This was in 1839. Some years later, a young American writer, who shall be nameless, but who was as passionate a lover of horses as the Queen herself, wrote a sort of pæan to horseback-riding. She began by telling her friends, all whom it might concern, that when she was observed to be low in her mind—when she seemed "weary of life," and to "shrink from its strife"—when, in short, things didn't go well with her generally, they were not to come to her with the soft tones or the tears of sympathy; then she went on thus, rather pluckily, I think:
"No counsel I ask, and no pity I need,
But bring me, O bring me, my gallant young steed,
With his high-arched neck and his nostril spread wide;
His eye full of fire, and his step full of pride.
As I spring to his back, as I seize the strong rein,
The strength to my spirit returneth again,
The bonds are all broken that fettered my mind,
And my cares borne away on the wings of the wind,—
My pride lifts its head, for a season, bowed down,
And the queen in my nature now puts on her crown."
Now if the simple American girl prepared for a lonely gallop through the woods, could so have thrilled with the fulness, joy, and strength of young life; could have felt so royal, mounted on a half-broken, roughly- groomed western colt (for that's what the "steed" really was), with few fine points and no pedigree to speak of—what must the glorious exercise have been to that great little Queen, re-enthroned on thoroughbred, "highly-groomed," magnificent English horse-flesh?
Her Majesty has always been constant in her equine loves. Six of her saddle-horses, splendidly caparisoned, walked proudly, as so many Archbishops, in the coronation procession; and in the royal stables of London and Windsor, her old favorites have been most tenderly cared for. When she could no longer use them, she still petted them, and never reproached them for having "outlived their usefulness."
Another writer from America, James Gordon Bennett, sent home, this coronation year, some very pleasant descriptions of the Queen. At the opera he had his first sight of her. "About ten o'clock, when the opera was half through, the royal party entered. 'There! there! there!' exclaimed a young girl behind me—'there's the Queen!' looking eagerly up to the royal box. I looked too, and saw a fair, light-haired little girl, dressed with great simplicity, in white muslin, with hair plain, a blue ribbon at the back, enter the box and take her seat, half hid in the red drapery at the corner remote from the stage. The Queen is certainly very simple in her appearance; but I am not sure that this very simplicity does not set off to advantage her fair, pretty, pleasant, little round Dutch face. Her bust is extremely well-proportioned, and her complexion very fair. There is a slight parting of the rosy lips, between which you can see little nicks of something like very white teeth. The expression of her face is amiable and good-tempered. I could see nothing like that awful majesty, that mysterious something which doth hedge a Queen. … During the performance, the Queen would now and then draw aside the curtain and gaze back at the audience, with that earnestness and curiosity which any young girl might show."
Mr. Bennett gave other descriptions of the Queen as he saw her driving in the Park. He wrote: "I had been taking a walk over the interior of the Park, gazing listlessly at the crowd of carriages as they rolled by. Just as I was entering the arched gateway to depart, a sensation spread through the crowd which filled that part of the promenade. 'The Queen! the Queen!' flew from lip to lip. In an instant two outriders shot through the gate; near Apsley House, followed by a barouche and four, carrying the Queen and three of her suite. She sat on the right hand of the back seat, leaning a good deal back. She was, as usual, dressed very simply, in white, with a plain straw, or Leghorn bonnet, and her veil was thrown aside. She carried a green parasol."
Ah, why green, O Queen? Later that afternoon he saw her again, going at a slower rate, holding up that green parasol, bowing right and left and smiling, as the crowd saluted and cheered. The Queen does not bow and smile so much nowadays, but then she no longer carries a green parasol.
N. P. Willis also saw the young sovereign at the opera, and dashes off a poet's vivid sketch of her:
"In her box to the left of me sat the Queen, keeping time with her fan to the singing of Pauline Garcia, her favorite Minister, Lord Melbourne, standing behind her chair, and her maids of honor grouped around her— herself the youthful, smiling, admired sovereign of the most powerful nation on earth. The Queen's face has thinned and grown more oval since I saw her four years ago as the Princess Victoria. She has been compelled to think since then, and such exigencies in all stations in life work out the expression of the face. She has now what I should pronounce a decidedly intellectual countenance, a little petulant withal when she turns to speak, but on the whole quite beautiful enough for a virgin Queen. She was dressed less gaily than many others around her."
I have given much space to these personal descriptions of Queen Victoria as she appeared in those first two years of her Queenhood, because they are still to the world—the world of young people, at least—the most interesting years of all her glorious reign. There was great poetry about that time, and, it must be confessed, some peril.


*PROBLEM STATEMENT*:
Word for word, restate the lines of the data from the first through the one containing "What do you see at coordinates (424, 409)", and nothing else.

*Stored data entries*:
= = = = =

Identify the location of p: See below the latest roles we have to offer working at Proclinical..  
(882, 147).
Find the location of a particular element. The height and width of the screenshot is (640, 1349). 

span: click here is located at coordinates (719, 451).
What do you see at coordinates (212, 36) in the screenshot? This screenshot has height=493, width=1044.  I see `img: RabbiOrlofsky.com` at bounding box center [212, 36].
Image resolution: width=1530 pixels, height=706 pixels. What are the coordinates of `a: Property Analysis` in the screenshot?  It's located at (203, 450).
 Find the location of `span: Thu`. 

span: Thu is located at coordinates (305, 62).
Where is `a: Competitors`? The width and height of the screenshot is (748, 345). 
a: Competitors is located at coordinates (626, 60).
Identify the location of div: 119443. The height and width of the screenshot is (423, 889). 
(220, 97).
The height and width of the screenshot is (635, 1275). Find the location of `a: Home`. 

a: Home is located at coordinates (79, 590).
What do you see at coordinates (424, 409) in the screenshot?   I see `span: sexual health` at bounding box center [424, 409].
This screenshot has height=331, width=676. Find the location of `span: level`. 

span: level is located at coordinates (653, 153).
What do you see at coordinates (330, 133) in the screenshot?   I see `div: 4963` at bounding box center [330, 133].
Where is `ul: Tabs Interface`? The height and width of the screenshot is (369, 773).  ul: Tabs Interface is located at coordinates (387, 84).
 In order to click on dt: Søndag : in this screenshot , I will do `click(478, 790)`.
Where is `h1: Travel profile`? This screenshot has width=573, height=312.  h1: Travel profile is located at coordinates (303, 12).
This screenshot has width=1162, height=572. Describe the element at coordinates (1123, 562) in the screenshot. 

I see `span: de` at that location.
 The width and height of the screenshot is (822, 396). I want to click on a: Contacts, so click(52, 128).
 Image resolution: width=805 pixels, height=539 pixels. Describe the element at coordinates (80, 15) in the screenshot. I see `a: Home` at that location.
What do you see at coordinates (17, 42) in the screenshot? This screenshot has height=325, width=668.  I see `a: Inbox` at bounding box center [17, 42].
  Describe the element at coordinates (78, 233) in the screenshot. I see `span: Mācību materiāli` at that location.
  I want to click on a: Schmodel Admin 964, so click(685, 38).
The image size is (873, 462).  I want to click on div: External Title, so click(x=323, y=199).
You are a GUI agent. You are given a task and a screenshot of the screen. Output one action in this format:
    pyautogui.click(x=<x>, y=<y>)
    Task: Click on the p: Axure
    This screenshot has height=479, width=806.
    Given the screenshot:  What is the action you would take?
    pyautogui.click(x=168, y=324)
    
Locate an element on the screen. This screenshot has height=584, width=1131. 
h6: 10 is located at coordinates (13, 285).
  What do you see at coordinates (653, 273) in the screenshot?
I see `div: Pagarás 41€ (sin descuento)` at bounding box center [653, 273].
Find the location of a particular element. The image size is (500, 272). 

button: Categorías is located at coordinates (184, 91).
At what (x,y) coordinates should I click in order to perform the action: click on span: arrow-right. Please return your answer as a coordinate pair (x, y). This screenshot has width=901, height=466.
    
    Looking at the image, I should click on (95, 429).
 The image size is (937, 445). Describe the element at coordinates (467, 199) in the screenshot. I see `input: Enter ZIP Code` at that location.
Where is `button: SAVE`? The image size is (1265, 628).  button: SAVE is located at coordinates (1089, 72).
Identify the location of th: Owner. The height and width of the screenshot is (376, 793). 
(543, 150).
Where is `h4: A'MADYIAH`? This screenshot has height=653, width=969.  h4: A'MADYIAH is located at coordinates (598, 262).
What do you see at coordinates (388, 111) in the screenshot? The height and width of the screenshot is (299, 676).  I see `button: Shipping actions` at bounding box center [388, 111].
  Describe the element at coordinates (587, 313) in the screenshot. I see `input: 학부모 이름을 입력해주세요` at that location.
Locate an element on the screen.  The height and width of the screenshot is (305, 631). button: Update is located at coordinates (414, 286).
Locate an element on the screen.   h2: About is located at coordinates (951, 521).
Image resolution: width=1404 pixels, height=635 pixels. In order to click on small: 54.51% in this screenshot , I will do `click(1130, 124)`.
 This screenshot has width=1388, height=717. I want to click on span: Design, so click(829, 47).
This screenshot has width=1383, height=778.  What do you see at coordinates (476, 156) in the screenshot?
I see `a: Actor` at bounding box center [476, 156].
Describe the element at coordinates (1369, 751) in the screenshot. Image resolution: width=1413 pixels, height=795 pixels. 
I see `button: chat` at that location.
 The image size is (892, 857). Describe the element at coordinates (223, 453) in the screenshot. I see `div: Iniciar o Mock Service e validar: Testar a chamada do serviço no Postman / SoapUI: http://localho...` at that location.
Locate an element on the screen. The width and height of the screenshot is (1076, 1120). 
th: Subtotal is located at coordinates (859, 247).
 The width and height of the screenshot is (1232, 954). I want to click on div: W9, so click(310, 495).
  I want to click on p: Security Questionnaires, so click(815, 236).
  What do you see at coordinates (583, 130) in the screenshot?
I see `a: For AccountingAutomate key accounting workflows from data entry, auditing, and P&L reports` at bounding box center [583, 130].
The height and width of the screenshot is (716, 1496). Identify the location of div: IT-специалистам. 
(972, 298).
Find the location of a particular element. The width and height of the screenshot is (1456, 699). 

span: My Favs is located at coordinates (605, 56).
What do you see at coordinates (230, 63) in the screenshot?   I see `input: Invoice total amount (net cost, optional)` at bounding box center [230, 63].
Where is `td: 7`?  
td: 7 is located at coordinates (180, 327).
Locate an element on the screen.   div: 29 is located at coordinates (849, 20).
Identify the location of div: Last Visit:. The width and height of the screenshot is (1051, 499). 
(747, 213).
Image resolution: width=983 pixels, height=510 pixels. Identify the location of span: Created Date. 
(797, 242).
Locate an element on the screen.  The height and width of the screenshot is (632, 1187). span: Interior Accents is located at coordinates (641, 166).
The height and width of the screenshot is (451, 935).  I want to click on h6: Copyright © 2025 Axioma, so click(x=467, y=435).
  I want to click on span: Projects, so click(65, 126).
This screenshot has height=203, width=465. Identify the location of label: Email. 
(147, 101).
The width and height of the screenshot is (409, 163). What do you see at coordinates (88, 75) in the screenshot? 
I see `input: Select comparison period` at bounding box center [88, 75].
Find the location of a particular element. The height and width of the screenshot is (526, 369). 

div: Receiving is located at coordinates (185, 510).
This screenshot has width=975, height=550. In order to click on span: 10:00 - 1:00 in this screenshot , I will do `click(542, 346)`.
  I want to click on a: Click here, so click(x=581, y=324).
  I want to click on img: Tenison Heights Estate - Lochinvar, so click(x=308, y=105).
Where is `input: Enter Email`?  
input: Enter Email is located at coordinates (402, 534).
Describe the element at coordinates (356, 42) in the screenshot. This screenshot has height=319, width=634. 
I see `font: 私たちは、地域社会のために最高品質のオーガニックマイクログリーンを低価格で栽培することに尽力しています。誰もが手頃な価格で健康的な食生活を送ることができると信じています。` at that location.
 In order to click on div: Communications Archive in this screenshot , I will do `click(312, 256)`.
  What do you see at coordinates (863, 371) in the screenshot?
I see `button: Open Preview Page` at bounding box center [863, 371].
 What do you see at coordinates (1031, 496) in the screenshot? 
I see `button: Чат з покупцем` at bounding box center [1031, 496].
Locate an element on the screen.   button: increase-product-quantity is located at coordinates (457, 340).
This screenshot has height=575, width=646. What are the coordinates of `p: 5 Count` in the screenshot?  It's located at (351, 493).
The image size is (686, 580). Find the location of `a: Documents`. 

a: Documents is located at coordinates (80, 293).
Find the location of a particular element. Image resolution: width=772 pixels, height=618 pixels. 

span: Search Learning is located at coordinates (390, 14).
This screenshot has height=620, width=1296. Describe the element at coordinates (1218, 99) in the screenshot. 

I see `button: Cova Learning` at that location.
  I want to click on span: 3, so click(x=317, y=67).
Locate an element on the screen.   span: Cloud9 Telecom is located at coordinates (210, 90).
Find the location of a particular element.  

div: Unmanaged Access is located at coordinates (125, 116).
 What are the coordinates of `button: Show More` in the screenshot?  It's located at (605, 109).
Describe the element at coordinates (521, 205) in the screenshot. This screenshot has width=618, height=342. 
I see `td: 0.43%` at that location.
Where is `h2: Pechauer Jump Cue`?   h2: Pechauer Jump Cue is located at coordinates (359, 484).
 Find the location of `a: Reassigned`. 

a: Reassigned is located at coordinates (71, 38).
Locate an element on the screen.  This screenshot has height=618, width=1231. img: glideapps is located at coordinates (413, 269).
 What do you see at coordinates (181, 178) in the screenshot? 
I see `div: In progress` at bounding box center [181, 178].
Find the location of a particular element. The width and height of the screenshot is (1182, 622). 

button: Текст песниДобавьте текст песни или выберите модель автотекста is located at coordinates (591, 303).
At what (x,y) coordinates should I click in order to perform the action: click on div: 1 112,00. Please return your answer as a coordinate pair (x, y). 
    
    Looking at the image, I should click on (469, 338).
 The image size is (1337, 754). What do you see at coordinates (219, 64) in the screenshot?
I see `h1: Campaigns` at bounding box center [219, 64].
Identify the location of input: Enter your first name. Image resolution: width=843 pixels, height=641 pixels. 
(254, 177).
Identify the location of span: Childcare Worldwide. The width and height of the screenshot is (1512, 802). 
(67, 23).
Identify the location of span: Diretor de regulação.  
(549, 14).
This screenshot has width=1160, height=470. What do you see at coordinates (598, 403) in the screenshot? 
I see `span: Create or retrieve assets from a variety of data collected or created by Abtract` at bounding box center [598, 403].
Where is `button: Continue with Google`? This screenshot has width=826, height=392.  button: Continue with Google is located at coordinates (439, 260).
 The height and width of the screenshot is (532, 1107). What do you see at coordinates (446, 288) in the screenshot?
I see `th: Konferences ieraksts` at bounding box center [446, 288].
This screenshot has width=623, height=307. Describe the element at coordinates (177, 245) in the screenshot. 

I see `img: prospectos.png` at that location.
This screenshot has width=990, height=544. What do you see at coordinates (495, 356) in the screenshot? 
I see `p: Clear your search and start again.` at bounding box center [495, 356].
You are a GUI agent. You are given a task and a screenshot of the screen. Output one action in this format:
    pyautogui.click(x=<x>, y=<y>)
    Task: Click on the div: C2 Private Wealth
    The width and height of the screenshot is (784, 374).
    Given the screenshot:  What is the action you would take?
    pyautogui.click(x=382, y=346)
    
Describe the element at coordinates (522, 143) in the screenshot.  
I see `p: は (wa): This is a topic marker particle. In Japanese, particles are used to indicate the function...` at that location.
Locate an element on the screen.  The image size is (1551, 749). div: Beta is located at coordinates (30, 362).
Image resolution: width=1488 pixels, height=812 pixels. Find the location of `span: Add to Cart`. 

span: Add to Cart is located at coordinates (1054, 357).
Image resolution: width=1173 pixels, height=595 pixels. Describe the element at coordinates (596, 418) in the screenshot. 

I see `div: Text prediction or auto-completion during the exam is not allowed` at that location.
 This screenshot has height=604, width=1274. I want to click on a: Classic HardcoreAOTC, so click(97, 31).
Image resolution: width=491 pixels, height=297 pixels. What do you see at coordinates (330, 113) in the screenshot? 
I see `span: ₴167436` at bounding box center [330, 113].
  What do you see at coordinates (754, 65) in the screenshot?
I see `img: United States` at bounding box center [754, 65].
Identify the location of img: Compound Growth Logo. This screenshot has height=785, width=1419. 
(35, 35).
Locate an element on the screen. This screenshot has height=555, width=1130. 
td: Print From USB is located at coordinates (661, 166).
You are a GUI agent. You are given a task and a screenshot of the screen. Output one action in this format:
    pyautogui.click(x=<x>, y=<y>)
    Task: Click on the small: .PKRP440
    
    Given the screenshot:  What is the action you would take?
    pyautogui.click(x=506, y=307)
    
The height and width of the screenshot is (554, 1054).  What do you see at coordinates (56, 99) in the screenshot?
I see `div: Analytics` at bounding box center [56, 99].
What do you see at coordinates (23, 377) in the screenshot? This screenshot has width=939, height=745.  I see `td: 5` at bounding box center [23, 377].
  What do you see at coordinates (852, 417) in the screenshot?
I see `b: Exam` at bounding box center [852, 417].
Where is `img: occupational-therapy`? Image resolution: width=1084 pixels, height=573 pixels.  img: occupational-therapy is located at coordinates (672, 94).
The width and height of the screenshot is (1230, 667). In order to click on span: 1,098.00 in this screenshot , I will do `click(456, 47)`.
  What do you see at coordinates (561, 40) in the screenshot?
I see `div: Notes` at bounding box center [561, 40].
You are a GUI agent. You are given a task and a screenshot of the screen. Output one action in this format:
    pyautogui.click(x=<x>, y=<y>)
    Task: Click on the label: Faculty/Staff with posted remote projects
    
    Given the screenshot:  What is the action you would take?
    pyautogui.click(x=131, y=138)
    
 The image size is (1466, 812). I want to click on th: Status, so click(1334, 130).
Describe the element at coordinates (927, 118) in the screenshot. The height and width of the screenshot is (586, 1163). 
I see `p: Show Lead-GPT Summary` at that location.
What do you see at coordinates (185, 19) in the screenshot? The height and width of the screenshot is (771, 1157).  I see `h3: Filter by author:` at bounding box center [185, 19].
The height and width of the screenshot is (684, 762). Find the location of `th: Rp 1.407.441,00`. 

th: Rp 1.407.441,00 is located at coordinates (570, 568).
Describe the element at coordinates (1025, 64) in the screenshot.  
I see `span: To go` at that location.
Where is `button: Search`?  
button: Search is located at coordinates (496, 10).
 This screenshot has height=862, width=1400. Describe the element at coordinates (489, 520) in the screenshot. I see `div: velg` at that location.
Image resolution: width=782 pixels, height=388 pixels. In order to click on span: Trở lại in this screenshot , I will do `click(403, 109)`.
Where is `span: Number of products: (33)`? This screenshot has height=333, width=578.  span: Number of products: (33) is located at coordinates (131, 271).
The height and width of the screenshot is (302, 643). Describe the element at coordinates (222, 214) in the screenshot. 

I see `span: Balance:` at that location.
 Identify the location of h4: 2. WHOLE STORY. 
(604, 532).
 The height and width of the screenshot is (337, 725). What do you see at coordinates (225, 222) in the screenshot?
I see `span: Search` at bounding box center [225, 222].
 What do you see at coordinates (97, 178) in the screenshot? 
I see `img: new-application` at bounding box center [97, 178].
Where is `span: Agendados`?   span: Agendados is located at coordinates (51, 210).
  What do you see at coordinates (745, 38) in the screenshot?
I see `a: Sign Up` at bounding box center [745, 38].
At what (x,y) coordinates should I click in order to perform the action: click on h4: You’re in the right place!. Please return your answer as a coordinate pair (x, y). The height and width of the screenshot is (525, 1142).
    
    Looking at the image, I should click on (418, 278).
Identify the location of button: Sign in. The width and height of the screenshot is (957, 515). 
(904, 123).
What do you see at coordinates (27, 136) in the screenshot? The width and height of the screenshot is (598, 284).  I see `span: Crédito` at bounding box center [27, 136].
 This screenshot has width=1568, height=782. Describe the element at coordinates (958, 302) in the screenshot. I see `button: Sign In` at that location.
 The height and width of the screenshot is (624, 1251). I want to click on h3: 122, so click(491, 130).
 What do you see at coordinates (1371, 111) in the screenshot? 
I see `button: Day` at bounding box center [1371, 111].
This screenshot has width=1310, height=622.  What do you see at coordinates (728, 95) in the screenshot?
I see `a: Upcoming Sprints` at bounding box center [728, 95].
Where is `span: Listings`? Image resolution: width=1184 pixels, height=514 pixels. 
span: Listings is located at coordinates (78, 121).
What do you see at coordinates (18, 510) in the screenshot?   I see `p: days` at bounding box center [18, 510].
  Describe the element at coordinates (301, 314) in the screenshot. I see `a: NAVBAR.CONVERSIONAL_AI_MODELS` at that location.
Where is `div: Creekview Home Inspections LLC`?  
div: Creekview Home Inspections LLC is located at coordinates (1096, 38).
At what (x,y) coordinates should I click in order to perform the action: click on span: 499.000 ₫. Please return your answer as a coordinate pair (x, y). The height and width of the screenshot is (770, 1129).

= = = = =

*OUTPUT BELOW*:
Identify the location of p: See below the latest roles we have to offer working at Proclinical..  
(882, 147).
Find the location of a particular element. The height and width of the screenshot is (640, 1349). 

span: click here is located at coordinates (719, 451).
What do you see at coordinates (212, 36) in the screenshot? This screenshot has height=493, width=1044.  I see `img: RabbiOrlofsky.com` at bounding box center [212, 36].
Image resolution: width=1530 pixels, height=706 pixels. What are the coordinates of `a: Property Analysis` in the screenshot?  It's located at (203, 450).
 Find the location of `span: Thu`. 

span: Thu is located at coordinates (305, 62).
Where is `a: Competitors`? The width and height of the screenshot is (748, 345). 
a: Competitors is located at coordinates (626, 60).
Identify the location of div: 119443. The height and width of the screenshot is (423, 889). 
(220, 97).
The height and width of the screenshot is (635, 1275). Find the location of `a: Home`. 

a: Home is located at coordinates (79, 590).
What do you see at coordinates (424, 409) in the screenshot?   I see `span: sexual health` at bounding box center [424, 409].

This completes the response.